I don't think most shells will expand the tilde when it's not at the
start of a word like that.
$ echo --exclude=~/foo
--exclude=~/foo
$
The problem here isn't that the issue can't be worked around, typically
adding an --exclude or several as Chris Hines points out, but that it
shouldn't be neccessary; the basic Unix premise that root can stat the
inode has been broken.
I assume that FUSE's allow_users and allow_root options aren't being
used because they'd allow a plain user to DoS root. However, isn't a
plain user already allowed to plug in a USB flash drive with a
filesystem on it and have the system mount that? Do all filesystems
rigorously detect hierarchy loops, etc., caused by a malicious user
tweaking the filesystem's structures manually before the system kindly
mounting it for them; something normally only root could do?
> what about --exclude=~/.gvfs ?
I don't think most shells will expand the tilde when it's not at the
start of a word like that.
$ echo --exclude=~/foo
--exclude=~/foo
$
The problem here isn't that the issue can't be worked around, typically
adding an --exclude or several as Chris Hines points out, but that it
shouldn't be neccessary; the basic Unix premise that root can stat the
inode has been broken.
I assume that FUSE's allow_users and allow_root options aren't being
used because they'd allow a plain user to DoS root. However, isn't a
plain user already allowed to plug in a USB flash drive with a
filesystem on it and have the system mount that? Do all filesystems
rigorously detect hierarchy loops, etc., caused by a malicious user
tweaking the filesystem's structures manually before the system kindly
mounting it for them; something normally only root could do?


* _Exercise brief_:
From the entries below, pull out each line where "forces" appears.

* _Input data_:
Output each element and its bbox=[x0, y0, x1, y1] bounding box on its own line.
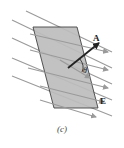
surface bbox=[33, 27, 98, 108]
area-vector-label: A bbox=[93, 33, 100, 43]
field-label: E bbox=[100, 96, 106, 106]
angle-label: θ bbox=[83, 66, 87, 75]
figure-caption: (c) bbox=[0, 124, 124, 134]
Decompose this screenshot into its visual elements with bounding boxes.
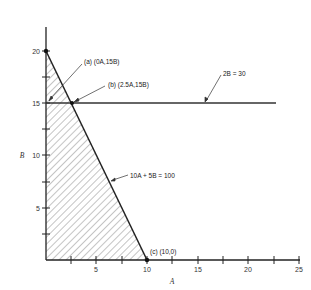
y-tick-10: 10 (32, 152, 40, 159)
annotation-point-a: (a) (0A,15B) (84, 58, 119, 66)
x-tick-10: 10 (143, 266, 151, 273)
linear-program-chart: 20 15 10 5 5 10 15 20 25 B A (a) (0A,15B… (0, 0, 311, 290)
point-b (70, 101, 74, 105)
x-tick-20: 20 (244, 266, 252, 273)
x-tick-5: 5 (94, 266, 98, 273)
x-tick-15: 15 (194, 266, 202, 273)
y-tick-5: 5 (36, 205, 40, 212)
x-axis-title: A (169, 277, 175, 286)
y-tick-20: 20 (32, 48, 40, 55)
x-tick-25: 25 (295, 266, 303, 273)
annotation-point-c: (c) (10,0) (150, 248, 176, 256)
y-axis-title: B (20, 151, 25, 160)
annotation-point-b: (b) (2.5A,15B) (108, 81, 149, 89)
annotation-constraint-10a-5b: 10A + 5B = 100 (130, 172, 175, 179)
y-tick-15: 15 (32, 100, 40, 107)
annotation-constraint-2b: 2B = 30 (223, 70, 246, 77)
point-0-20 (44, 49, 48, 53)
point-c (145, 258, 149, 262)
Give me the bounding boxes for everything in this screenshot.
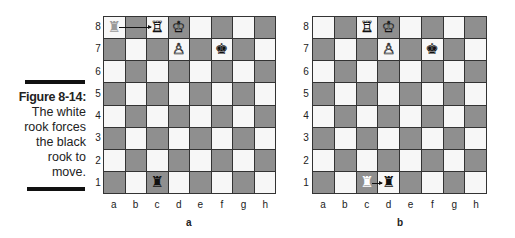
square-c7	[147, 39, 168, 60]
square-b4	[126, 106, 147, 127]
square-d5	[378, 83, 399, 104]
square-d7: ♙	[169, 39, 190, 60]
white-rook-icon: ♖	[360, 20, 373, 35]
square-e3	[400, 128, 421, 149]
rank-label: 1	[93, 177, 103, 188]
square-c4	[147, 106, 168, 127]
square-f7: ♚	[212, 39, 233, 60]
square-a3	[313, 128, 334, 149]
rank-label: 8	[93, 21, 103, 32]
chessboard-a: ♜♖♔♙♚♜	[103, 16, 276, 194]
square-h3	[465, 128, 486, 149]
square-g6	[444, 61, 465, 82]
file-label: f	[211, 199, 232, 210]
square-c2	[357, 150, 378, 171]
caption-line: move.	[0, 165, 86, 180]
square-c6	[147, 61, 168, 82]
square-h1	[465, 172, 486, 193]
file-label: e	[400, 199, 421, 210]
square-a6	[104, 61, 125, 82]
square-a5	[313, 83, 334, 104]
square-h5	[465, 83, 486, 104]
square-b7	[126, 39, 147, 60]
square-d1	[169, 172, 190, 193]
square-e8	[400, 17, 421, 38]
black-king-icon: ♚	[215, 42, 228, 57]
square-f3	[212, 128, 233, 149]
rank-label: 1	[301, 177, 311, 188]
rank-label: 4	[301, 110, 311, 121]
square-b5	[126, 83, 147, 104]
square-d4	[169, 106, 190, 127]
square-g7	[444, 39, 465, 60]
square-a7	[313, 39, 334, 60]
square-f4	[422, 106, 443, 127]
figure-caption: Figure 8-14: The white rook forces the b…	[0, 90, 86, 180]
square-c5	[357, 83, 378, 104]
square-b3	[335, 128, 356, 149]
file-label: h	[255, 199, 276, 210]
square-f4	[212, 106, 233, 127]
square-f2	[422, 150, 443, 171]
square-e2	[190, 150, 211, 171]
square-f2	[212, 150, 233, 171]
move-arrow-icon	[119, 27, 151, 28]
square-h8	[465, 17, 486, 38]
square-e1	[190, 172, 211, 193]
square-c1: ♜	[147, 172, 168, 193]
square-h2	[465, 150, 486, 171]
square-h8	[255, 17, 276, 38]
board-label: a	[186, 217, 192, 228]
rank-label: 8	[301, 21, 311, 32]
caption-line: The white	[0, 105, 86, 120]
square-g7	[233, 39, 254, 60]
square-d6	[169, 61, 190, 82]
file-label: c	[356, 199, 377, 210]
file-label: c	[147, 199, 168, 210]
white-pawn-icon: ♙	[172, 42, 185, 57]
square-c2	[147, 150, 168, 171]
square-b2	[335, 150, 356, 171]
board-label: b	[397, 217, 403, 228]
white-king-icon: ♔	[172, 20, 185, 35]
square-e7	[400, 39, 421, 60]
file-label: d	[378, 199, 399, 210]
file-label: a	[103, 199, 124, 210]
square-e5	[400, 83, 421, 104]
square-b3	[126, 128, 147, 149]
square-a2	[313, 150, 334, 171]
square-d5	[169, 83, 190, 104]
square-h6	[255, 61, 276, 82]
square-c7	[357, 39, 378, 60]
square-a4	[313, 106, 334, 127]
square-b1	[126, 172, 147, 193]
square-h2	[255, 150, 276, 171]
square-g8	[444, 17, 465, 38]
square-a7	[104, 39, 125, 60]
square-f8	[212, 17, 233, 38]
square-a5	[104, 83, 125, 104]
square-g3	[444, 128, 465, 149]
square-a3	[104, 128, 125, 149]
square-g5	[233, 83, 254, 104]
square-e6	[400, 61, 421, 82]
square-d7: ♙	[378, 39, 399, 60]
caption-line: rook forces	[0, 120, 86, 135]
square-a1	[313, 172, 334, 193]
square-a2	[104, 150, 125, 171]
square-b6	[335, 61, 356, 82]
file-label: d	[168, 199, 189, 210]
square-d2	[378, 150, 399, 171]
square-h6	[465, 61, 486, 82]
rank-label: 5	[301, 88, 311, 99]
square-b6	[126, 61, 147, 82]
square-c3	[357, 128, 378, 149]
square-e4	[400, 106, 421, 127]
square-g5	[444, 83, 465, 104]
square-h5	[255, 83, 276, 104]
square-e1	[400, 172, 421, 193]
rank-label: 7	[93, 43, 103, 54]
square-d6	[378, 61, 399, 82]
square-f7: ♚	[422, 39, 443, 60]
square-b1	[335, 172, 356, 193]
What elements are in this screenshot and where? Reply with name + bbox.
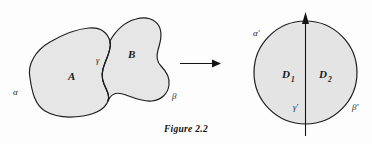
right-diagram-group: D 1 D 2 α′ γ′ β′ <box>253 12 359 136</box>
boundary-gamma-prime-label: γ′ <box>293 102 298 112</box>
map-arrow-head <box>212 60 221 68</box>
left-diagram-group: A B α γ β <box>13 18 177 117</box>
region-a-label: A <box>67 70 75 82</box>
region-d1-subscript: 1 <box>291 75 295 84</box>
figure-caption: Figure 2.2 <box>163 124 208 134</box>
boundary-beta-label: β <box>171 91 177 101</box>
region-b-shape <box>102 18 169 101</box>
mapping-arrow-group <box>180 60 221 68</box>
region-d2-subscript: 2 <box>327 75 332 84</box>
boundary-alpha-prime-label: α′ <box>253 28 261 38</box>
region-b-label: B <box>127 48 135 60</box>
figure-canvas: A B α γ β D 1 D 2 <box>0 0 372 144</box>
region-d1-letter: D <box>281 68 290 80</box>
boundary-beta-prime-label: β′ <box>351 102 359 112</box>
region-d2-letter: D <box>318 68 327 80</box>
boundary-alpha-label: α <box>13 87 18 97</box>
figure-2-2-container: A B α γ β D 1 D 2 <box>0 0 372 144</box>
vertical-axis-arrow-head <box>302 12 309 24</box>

* _Response to the exercise_:
figure-caption: Figure 8-14: The white rook forces the b…	[0, 90, 86, 180]
caption-line: rook forces	[0, 120, 86, 135]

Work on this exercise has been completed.